Anonymous
7/15/2025, 5:35:30 AM No.212725121
>Snyder took up the Superman comic book myth then enhanced its meaning as American cultural heritage with classical, spiritual roots. This grand vision opposes fanboy frivolity, which is the basis of Gunn’s commercialized version. His Superman (portrayed by David Corenswet) is introduced as a humiliated, known quantity. He has already lost a battle, slammed into the pavement of Metropolis, and is bloody, wounded, and wheezing.
>Gunn’s point is to replace myth and destroy all faith. This Superman movie is the most cynical imaginable. It doesn’t just go against the original Joe Shuster–Jerry Siegel comic book ubermensch that Snyder understood; it reworks a figure for the dystopian millennium and Hollywood resistance.
>There’s no denying that Guardians of the Galaxy director Gunn knows the market he panders to when he emasculates Corenswet’s average all-American masculinity — the essence of the Superman concept — then extracts any romance from Superman’s relationship with reporter Lois Lane (Rachel Brosnahan is grating throughout their meant-to-be-flirty spats). Lacking Snyder’s erotic pairing of Henry Cavill and Amy Adams, Gunn degrades the humanity of these characters. He victimizes Superman (horribly so in a poorly judged “Pocket Universe” prison sequence featuring nightmarish degradation) and then triggers audience revulsion through evil genius Lex Luthor (Nicholas Hoult), whose key-punch video game tropes remotely attack a man of virtual invulnerability rather than a man of steel. Luthor combats Superman through a combination of science and technology — injecting nanobot GPS trackers into Superman’s bloodstream — using methods that recall the hideous Covid manipulation.
>Gunn’s point is to replace myth and destroy all faith. This Superman movie is the most cynical imaginable. It doesn’t just go against the original Joe Shuster–Jerry Siegel comic book ubermensch that Snyder understood; it reworks a figure for the dystopian millennium and Hollywood resistance.
>There’s no denying that Guardians of the Galaxy director Gunn knows the market he panders to when he emasculates Corenswet’s average all-American masculinity — the essence of the Superman concept — then extracts any romance from Superman’s relationship with reporter Lois Lane (Rachel Brosnahan is grating throughout their meant-to-be-flirty spats). Lacking Snyder’s erotic pairing of Henry Cavill and Amy Adams, Gunn degrades the humanity of these characters. He victimizes Superman (horribly so in a poorly judged “Pocket Universe” prison sequence featuring nightmarish degradation) and then triggers audience revulsion through evil genius Lex Luthor (Nicholas Hoult), whose key-punch video game tropes remotely attack a man of virtual invulnerability rather than a man of steel. Luthor combats Superman through a combination of science and technology — injecting nanobot GPS trackers into Superman’s bloodstream — using methods that recall the hideous Covid manipulation.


**Work to be completed:** Wherever "Created" appears in a line of the listing, that line should be returned.

Top of Available records

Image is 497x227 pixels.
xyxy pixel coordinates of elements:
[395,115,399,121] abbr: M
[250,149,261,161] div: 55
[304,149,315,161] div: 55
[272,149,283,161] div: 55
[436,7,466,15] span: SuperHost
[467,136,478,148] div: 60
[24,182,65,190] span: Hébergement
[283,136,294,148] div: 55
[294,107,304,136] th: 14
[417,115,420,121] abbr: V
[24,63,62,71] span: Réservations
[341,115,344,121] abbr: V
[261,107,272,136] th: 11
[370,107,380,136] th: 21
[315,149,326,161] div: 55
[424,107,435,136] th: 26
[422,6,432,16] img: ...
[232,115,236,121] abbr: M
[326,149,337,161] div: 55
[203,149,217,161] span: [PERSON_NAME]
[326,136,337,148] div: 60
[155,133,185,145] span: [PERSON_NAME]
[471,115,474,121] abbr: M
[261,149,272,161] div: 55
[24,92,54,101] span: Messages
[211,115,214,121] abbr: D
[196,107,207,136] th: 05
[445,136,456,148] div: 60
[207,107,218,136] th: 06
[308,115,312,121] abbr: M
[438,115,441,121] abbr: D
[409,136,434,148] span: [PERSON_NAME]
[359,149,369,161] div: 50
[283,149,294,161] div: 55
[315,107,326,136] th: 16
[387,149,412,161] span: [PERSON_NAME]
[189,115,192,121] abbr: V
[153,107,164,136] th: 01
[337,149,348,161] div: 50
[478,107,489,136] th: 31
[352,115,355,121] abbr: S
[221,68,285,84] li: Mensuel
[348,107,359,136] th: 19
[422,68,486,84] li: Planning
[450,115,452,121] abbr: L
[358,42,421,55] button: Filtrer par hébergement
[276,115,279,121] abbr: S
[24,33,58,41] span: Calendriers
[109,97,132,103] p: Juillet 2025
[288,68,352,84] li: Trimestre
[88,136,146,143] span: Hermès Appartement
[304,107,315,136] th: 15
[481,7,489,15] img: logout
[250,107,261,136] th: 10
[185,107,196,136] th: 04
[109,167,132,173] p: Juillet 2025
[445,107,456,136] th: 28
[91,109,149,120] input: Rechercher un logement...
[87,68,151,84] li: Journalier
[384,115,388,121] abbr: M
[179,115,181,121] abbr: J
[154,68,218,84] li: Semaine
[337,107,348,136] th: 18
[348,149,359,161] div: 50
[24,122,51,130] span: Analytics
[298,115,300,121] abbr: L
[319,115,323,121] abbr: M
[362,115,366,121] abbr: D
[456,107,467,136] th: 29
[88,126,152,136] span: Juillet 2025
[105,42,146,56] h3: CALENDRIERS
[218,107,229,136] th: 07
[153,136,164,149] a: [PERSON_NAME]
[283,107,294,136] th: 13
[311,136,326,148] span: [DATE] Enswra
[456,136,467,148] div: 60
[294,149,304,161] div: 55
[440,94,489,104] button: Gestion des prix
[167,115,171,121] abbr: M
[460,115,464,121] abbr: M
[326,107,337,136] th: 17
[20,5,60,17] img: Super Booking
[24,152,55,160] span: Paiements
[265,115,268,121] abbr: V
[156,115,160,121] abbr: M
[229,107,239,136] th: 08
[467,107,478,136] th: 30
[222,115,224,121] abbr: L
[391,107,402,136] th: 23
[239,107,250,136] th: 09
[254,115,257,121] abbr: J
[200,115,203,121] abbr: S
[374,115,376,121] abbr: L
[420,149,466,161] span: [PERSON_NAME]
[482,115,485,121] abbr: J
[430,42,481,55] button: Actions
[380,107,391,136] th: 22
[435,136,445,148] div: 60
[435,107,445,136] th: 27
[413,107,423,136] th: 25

Bottom of Available records
Top of Available records

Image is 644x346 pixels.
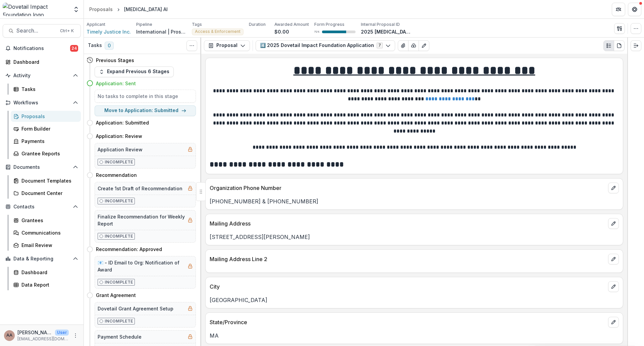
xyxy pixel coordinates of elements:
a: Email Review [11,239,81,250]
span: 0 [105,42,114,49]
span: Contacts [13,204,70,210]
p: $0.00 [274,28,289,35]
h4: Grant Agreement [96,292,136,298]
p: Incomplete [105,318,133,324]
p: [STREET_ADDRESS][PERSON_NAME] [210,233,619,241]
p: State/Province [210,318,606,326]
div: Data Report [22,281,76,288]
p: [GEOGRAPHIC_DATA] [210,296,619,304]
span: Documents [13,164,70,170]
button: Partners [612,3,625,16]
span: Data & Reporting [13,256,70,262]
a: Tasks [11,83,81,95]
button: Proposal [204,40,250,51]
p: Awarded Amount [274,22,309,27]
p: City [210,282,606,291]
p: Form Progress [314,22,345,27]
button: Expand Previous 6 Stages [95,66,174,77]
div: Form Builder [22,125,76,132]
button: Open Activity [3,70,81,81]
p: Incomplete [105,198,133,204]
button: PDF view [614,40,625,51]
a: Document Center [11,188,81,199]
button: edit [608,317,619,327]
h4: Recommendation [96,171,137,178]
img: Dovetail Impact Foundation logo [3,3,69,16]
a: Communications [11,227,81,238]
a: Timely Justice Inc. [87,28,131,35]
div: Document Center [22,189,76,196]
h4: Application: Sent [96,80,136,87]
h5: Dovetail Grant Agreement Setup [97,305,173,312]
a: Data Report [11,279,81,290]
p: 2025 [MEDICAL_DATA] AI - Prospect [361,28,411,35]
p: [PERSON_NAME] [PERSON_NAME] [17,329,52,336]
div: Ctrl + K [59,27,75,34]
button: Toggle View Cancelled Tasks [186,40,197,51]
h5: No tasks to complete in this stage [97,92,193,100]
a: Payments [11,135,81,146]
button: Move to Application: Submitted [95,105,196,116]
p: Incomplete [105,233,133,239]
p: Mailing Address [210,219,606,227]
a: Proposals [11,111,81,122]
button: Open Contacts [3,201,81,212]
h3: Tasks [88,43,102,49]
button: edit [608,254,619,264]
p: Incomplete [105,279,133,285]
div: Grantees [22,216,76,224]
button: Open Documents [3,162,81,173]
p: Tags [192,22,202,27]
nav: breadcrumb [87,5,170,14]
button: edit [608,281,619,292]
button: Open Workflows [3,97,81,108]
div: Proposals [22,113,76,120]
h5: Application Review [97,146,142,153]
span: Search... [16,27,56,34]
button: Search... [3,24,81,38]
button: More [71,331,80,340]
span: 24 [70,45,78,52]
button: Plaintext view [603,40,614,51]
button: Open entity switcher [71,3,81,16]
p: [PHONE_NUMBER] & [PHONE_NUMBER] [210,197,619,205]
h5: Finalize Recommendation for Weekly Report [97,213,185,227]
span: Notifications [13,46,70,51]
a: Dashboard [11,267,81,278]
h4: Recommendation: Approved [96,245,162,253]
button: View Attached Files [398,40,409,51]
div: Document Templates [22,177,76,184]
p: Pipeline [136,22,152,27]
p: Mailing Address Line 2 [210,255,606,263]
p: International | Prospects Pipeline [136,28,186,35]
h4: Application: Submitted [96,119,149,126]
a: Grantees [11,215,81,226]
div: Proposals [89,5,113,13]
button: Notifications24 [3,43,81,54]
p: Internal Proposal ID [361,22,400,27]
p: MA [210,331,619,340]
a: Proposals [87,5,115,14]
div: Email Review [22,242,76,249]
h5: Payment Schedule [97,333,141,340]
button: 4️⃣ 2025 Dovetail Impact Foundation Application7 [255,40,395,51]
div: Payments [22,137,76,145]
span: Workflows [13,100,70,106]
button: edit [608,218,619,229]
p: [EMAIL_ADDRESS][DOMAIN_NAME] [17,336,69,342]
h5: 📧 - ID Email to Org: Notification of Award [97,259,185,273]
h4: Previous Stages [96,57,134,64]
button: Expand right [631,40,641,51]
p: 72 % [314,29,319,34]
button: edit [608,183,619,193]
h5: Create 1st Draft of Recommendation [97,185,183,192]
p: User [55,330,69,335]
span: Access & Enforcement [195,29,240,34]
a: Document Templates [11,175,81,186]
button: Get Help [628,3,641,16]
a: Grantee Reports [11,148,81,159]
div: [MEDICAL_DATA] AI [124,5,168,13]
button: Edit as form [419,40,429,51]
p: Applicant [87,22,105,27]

Bottom of Available records
Top of Available records

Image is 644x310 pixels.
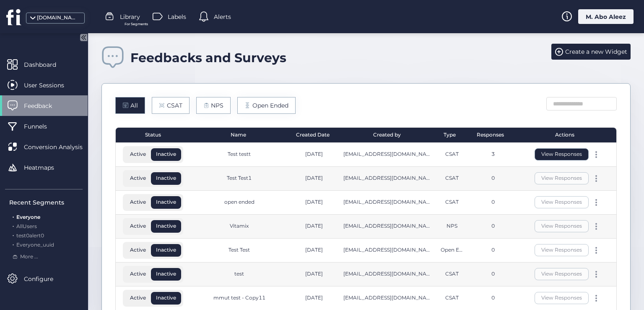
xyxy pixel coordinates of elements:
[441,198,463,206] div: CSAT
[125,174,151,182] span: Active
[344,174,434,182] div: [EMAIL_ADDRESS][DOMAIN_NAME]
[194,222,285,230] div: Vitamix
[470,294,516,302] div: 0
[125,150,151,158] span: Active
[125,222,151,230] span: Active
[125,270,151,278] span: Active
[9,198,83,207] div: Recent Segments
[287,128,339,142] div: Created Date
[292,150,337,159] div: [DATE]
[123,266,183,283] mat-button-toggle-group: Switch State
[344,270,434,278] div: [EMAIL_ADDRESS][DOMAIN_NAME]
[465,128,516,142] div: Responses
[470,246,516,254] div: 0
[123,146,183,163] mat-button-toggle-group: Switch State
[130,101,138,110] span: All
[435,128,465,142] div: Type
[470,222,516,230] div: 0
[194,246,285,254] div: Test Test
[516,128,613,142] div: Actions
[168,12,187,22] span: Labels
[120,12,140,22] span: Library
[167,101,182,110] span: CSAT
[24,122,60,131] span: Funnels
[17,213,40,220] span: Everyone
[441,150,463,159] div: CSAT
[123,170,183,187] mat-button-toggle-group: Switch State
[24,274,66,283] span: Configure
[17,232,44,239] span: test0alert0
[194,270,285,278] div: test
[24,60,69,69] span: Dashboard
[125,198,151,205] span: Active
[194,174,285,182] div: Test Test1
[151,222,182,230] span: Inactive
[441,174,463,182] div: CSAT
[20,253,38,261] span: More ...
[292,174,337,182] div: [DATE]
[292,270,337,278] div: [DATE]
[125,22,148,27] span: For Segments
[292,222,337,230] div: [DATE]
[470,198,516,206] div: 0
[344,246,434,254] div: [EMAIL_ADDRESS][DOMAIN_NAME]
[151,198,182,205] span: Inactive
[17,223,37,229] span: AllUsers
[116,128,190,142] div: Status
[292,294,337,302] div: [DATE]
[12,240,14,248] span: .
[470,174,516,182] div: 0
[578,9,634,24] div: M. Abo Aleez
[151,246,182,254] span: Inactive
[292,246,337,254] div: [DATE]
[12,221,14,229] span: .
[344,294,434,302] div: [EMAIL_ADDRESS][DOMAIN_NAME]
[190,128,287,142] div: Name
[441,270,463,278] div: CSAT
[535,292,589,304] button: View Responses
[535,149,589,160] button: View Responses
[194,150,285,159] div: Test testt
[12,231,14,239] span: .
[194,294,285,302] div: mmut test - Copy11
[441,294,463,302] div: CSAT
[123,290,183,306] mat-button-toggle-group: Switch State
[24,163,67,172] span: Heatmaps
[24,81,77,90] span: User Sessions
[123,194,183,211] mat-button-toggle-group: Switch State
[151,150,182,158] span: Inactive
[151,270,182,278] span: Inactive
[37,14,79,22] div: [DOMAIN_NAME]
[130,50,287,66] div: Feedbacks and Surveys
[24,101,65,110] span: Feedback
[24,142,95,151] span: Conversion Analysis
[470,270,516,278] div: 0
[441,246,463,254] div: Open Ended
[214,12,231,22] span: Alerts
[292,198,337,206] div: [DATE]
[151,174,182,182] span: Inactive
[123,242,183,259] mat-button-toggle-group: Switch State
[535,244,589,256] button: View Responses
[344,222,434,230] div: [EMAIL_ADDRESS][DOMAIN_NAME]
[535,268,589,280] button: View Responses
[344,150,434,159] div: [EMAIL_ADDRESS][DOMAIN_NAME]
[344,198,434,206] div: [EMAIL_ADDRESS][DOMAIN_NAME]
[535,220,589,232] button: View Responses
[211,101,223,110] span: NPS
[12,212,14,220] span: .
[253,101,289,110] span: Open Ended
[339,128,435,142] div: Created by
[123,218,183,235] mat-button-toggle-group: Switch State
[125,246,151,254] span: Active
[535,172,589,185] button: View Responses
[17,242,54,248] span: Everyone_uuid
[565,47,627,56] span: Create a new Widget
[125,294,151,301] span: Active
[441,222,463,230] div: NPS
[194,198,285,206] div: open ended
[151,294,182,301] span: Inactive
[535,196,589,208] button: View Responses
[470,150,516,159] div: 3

Bottom of Available records

**Output for this task:**
[287,128,339,142] div: Created Date
[339,128,435,142] div: Created by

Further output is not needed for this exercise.